Commission must at last be open about anti-corruption policy

Foto: European Parliament / Plenaire vergaderzaal EP in Straatsburg.

In a joint declaration, the European Parliament’s cross-party Intergroup on Integrity, Transparency, Corruption and Organised Crime and the United Nations Office on Drugs and Crime (UNODC) have called on the European Commission to at last exhibit openness about its anti-corruption policy. The call was also supported by Council of Europe body the Group of States against Corruption, known by its French acronym of GRECO. SP Euro-MP Dennis de Jong, who is co-chair of the Intergroup, explained that “not only with the European Parliament but also in the UN and the Council of Europe the Commission has nothing to say about the reports on combating corruption in the EU, and in particular within the European Union institutions. In holding its tongue in this way the Commission is giving licence to countries both inside and beyond the EU to join them in failing to meet their reporting obligations.”

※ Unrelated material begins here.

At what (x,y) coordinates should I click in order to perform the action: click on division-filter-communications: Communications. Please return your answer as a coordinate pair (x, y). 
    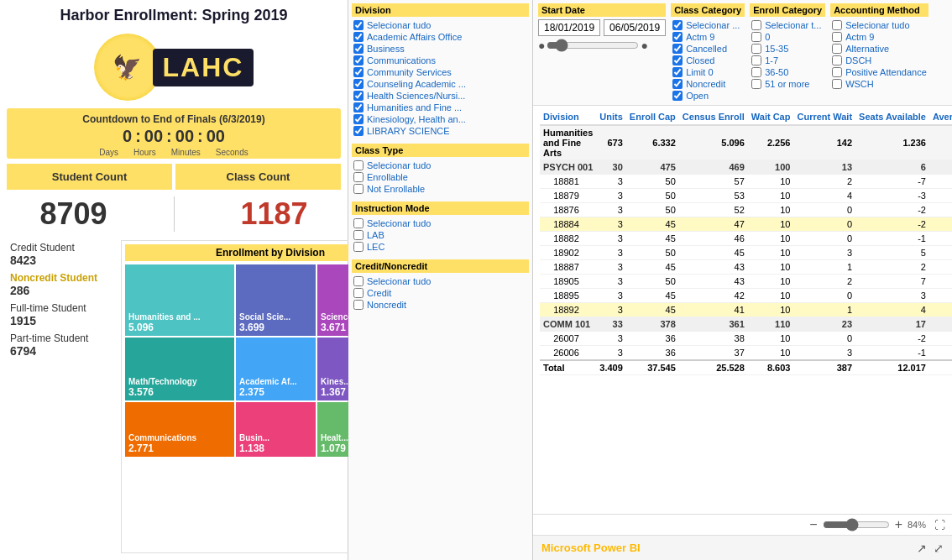
    Looking at the image, I should click on (440, 60).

The declaration includes a number of concrete demands. “We are insisting that the Commission produce their anti-corruption report this year, which is what they promised at the start of 2016, and that they fulfil their obligations in the framework of the UN,” said De Jong. “We also want to know why they still haven’t succeeded in becoming party to the Council of Europe’s anticorruption mechanism, GRECO. The Commission ought to be setting a good example, not a bad one.”

The Commission is hiding behind all sorts of legal obstacles in the framework of both the UN and the Council of Europe. “The EU is party to the UN Treaty and so there can’t possibly be any legal problem,” insists De Jong. “And if there are legal obstacles to becoming party to GRECO, then the Commission should at least tell us what they are, which to date they have not done with any clarity. In any case, the Commission could simply make agreements with GRECO on a voluntary basis. GRECO could, for example, deliver the basic material for the report on combatting corruption in the EU which the Commission has promised the EP it would produce.”